Racial Disparities in Stem Cell Matching
Kathryn Cross, CEO of Anja Health, on the future of stem cell therapy
The hard part is not blood type, it is genetic matching, and mixed ancestry makes the search space much smaller. Stem cell transplants are matched using HLA markers, which are inherited, so patients are most likely to match donors with similar ancestry. Registry diversity is still uneven, and NMDP says improving ethnic diversity improves every patient’s odds of finding a life saving match. That is why banking a child’s own cord blood can matter most for families least well served by donor registries.
-
This is a registry composition problem as much as a biology problem. NMDP says matching is tied to inherited tissue markers and similar ethnic background, while the Anja interview explains donor pools have historically been recruited from whiter, higher income areas, leaving fewer close matches for many patients of color.
-
Mixed race patients can be especially hard to match because HLA patterns come from both sides of a family tree. A review of cord blood banking found some underrepresented groups in the U.S. had a 5 to 20 times lower chance of finding a perfect 6 of 6 cord blood match than white European recipients.
-
Autologous cord blood changes the equation because no donor search is needed. Duke has run clinical studies of a child’s own cord blood in cerebral palsy, and Duke reported improved motor function in some children at adequate cell doses, which helps explain why families see private banking as future treatment optionality, not just storage.
The market is moving toward products that reduce dependence on scarce perfect matches, through private banking, better public inventory diversity, and transplant methods that work with looser matching. Companies like Anja are effectively selling guaranteed access to a biologically compatible starting point, which becomes more valuable as stem cell therapies expand beyond blood cancers into neurological and regenerative use cases.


> _Exercise details_
Pictures are to be omitted; everything else in the data must be transcribed exactly.

************

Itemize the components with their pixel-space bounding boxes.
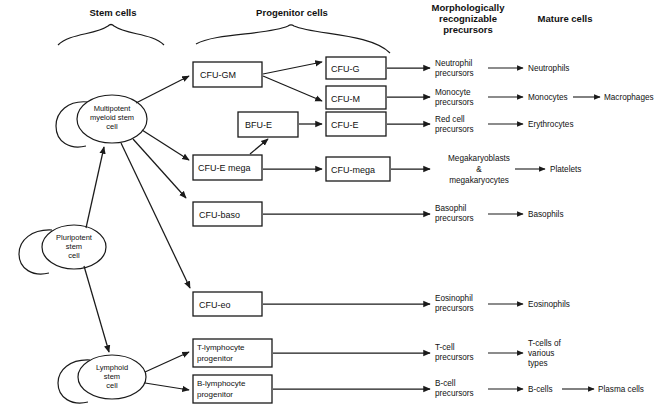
label-monocytes: Monocytes: [528, 93, 568, 102]
column-header-stem-cells: Stem cells: [90, 7, 137, 18]
label-b-cell-precursors-line1: B-cell: [435, 379, 456, 388]
label-neutrophils: Neutrophils: [528, 64, 569, 73]
label-plasma-cells: Plasma cells: [598, 385, 644, 394]
label-b-progenitor-line2: progenitor: [197, 390, 233, 399]
label-megakaryoblasts-line3: megakaryocytes: [449, 176, 509, 185]
edge-multipotent-to-cfu-e-mega: [142, 130, 189, 160]
label-pluripotent-line2: stem: [66, 242, 82, 251]
label-erythrocytes: Erythrocytes: [528, 120, 574, 129]
haematopoiesis-diagram: Stem cells Progenitor cells Morphologica…: [0, 0, 667, 420]
label-basophils: Basophils: [528, 210, 564, 219]
label-megakaryoblasts-line2: &: [476, 165, 482, 174]
brace-progenitor-cells: [196, 25, 390, 53]
label-eosinophils: Eosinophils: [528, 300, 570, 309]
label-basophil-precursors-line2: precursors: [435, 214, 474, 223]
label-b-cells: B-cells: [528, 385, 553, 394]
label-megakaryoblasts-line1: Megakaryoblasts: [448, 154, 510, 163]
label-neutrophil-precursors-line2: precursors: [435, 69, 474, 78]
edge-pluripotent-to-multipotent: [86, 147, 104, 228]
edge-cfu-gm-to-cfu-g: [263, 62, 322, 74]
label-cfu-e: CFU-E: [331, 120, 359, 130]
label-t-cells-line1: T-cells of: [528, 339, 561, 348]
label-t-cell-precursors-line1: T-cell: [435, 343, 455, 352]
column-header-mature-cells: Mature cells: [538, 13, 593, 24]
label-cfu-baso: CFU-baso: [199, 210, 240, 220]
label-b-progenitor-line1: B-lymphocyte: [197, 379, 246, 388]
edge-multipotent-to-cfu-baso: [133, 139, 186, 198]
label-t-progenitor-line1: T-lymphocyte: [197, 343, 245, 352]
edge-pluripotent-to-lymphoid: [84, 266, 109, 352]
label-bfu-e: BFU-E: [245, 120, 272, 130]
edge-lymphoid-to-b-progenitor: [145, 383, 189, 390]
label-macrophages: Macrophages: [604, 93, 654, 102]
edge-cfu-e-mega-to-bfu-e: [250, 139, 268, 154]
label-eosinophil-precursors-line2: precursors: [435, 304, 474, 313]
label-cfu-m: CFU-M: [331, 94, 360, 104]
edge-cfu-gm-to-cfu-m: [263, 76, 322, 101]
column-header-precursors-line1: Morphologically: [432, 2, 506, 13]
label-cfu-e-mega: CFU-E mega: [198, 163, 251, 173]
label-monocyte-precursors-line1: Monocyte: [435, 88, 471, 97]
label-eosinophil-precursors-line1: Eosinophil: [435, 294, 473, 303]
label-cfu-mega: CFU-mega: [331, 165, 375, 175]
brace-stem-cells: [58, 25, 164, 46]
label-cfu-gm: CFU-GM: [200, 70, 236, 80]
label-red-cell-precursors-line2: precursors: [435, 125, 474, 134]
label-platelets: Platelets: [550, 165, 581, 174]
label-cfu-eo: CFU-eo: [199, 300, 231, 310]
label-monocyte-precursors-line2: precursors: [435, 98, 474, 107]
label-lymphoid-line1: Lymphoid: [96, 363, 128, 372]
column-header-precursors-line2: recognizable: [439, 13, 497, 24]
label-t-progenitor-line2: progenitor: [197, 354, 233, 363]
label-multipotent-line3: cell: [106, 122, 118, 131]
label-t-cell-precursors-line2: precursors: [435, 353, 474, 362]
label-neutrophil-precursors-line1: Neutrophil: [435, 59, 473, 68]
label-t-cells-line3: types: [528, 359, 548, 368]
edge-lymphoid-to-t-progenitor: [145, 352, 189, 372]
label-cfu-g: CFU-G: [331, 64, 360, 74]
label-pluripotent-line1: Pluripotent: [56, 233, 93, 242]
diagram-canvas: Stem cells Progenitor cells Morphologica…: [0, 0, 667, 420]
label-multipotent-line2: myeloid stem: [90, 113, 134, 122]
label-pluripotent-line3: cell: [68, 251, 80, 260]
label-multipotent-line1: Multipotent: [94, 104, 132, 113]
label-lymphoid-line2: stem: [104, 372, 120, 381]
column-header-precursors-line3: precursors: [443, 24, 493, 35]
column-header-progenitor-cells: Progenitor cells: [256, 7, 328, 18]
edge-multipotent-to-cfu-gm: [136, 76, 189, 103]
label-b-cell-precursors-line2: precursors: [435, 389, 474, 398]
label-t-cells-line2: various: [528, 349, 554, 358]
label-basophil-precursors-line1: Basophil: [435, 204, 467, 213]
label-red-cell-precursors-line1: Red cell: [435, 115, 465, 124]
label-lymphoid-line3: cell: [106, 381, 118, 390]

************

> _Exercise response_
Itemize the components with their pixel-space bounding boxes.
label-monocytes: Monocytes: [528, 93, 568, 102]
column-header-stem-cells: Stem cells: [90, 7, 137, 18]
label-b-cell-precursors-line1: B-cell: [435, 379, 456, 388]
label-neutrophils: Neutrophils: [528, 64, 569, 73]
label-plasma-cells: Plasma cells: [598, 385, 644, 394]
label-b-progenitor-line2: progenitor: [197, 390, 233, 399]
label-megakaryoblasts-line3: megakaryocytes: [449, 176, 509, 185]
edge-multipotent-to-cfu-e-mega: [142, 130, 189, 160]
label-pluripotent-line2: stem: [66, 242, 82, 251]
label-erythrocytes: Erythrocytes: [528, 120, 574, 129]
haematopoiesis-diagram: Stem cells Progenitor cells Morphologica…: [0, 0, 667, 420]
label-basophils: Basophils: [528, 210, 564, 219]
label-megakaryoblasts-line2: &: [476, 165, 482, 174]
brace-progenitor-cells: [196, 25, 390, 53]
label-eosinophils: Eosinophils: [528, 300, 570, 309]
label-basophil-precursors-line2: precursors: [435, 214, 474, 223]
label-b-cells: B-cells: [528, 385, 553, 394]
label-megakaryoblasts-line1: Megakaryoblasts: [448, 154, 510, 163]
label-neutrophil-precursors-line2: precursors: [435, 69, 474, 78]
edge-pluripotent-to-multipotent: [86, 147, 104, 228]
edge-cfu-gm-to-cfu-g: [263, 62, 322, 74]
label-cfu-e: CFU-E: [331, 120, 359, 130]
label-t-cells-line1: T-cells of: [528, 339, 561, 348]
label-t-cell-precursors-line1: T-cell: [435, 343, 455, 352]
column-header-mature-cells: Mature cells: [538, 13, 593, 24]
label-cfu-baso: CFU-baso: [199, 210, 240, 220]
label-b-progenitor-line1: B-lymphocyte: [197, 379, 246, 388]
edge-multipotent-to-cfu-baso: [133, 139, 186, 198]
label-t-progenitor-line1: T-lymphocyte: [197, 343, 245, 352]
edge-pluripotent-to-lymphoid: [84, 266, 109, 352]
label-bfu-e: BFU-E: [245, 120, 272, 130]
edge-lymphoid-to-b-progenitor: [145, 383, 189, 390]
label-macrophages: Macrophages: [604, 93, 654, 102]
edge-cfu-e-mega-to-bfu-e: [250, 139, 268, 154]
label-eosinophil-precursors-line2: precursors: [435, 304, 474, 313]
label-cfu-m: CFU-M: [331, 94, 360, 104]
edge-cfu-gm-to-cfu-m: [263, 76, 322, 101]
column-header-precursors-line1: Morphologically: [432, 2, 506, 13]
label-cfu-e-mega: CFU-E mega: [198, 163, 251, 173]
label-monocyte-precursors-line1: Monocyte: [435, 88, 471, 97]
label-eosinophil-precursors-line1: Eosinophil: [435, 294, 473, 303]
label-cfu-mega: CFU-mega: [331, 165, 375, 175]
brace-stem-cells: [58, 25, 164, 46]
label-cfu-gm: CFU-GM: [200, 70, 236, 80]
label-red-cell-precursors-line2: precursors: [435, 125, 474, 134]
label-platelets: Platelets: [550, 165, 581, 174]
label-cfu-eo: CFU-eo: [199, 300, 231, 310]
label-monocyte-precursors-line2: precursors: [435, 98, 474, 107]
label-lymphoid-line1: Lymphoid: [96, 363, 128, 372]
column-header-precursors-line2: recognizable: [439, 13, 497, 24]
label-t-progenitor-line2: progenitor: [197, 354, 233, 363]
label-multipotent-line3: cell: [106, 122, 118, 131]
label-t-cell-precursors-line2: precursors: [435, 353, 474, 362]
label-neutrophil-precursors-line1: Neutrophil: [435, 59, 473, 68]
label-t-cells-line3: types: [528, 359, 548, 368]
edge-lymphoid-to-t-progenitor: [145, 352, 189, 372]
label-cfu-g: CFU-G: [331, 64, 360, 74]
label-pluripotent-line1: Pluripotent: [56, 233, 93, 242]
diagram-canvas: Stem cells Progenitor cells Morphologica…: [0, 0, 667, 420]
label-multipotent-line2: myeloid stem: [90, 113, 134, 122]
label-pluripotent-line3: cell: [68, 251, 80, 260]
label-multipotent-line1: Multipotent: [94, 104, 132, 113]
label-lymphoid-line2: stem: [104, 372, 120, 381]
column-header-precursors-line3: precursors: [443, 24, 493, 35]
column-header-progenitor-cells: Progenitor cells: [256, 7, 328, 18]
edge-multipotent-to-cfu-gm: [136, 76, 189, 103]
label-b-cell-precursors-line2: precursors: [435, 389, 474, 398]
label-t-cells-line2: various: [528, 349, 554, 358]
label-basophil-precursors-line1: Basophil: [435, 204, 467, 213]
label-red-cell-precursors-line1: Red cell: [435, 115, 465, 124]
label-lymphoid-line3: cell: [106, 381, 118, 390]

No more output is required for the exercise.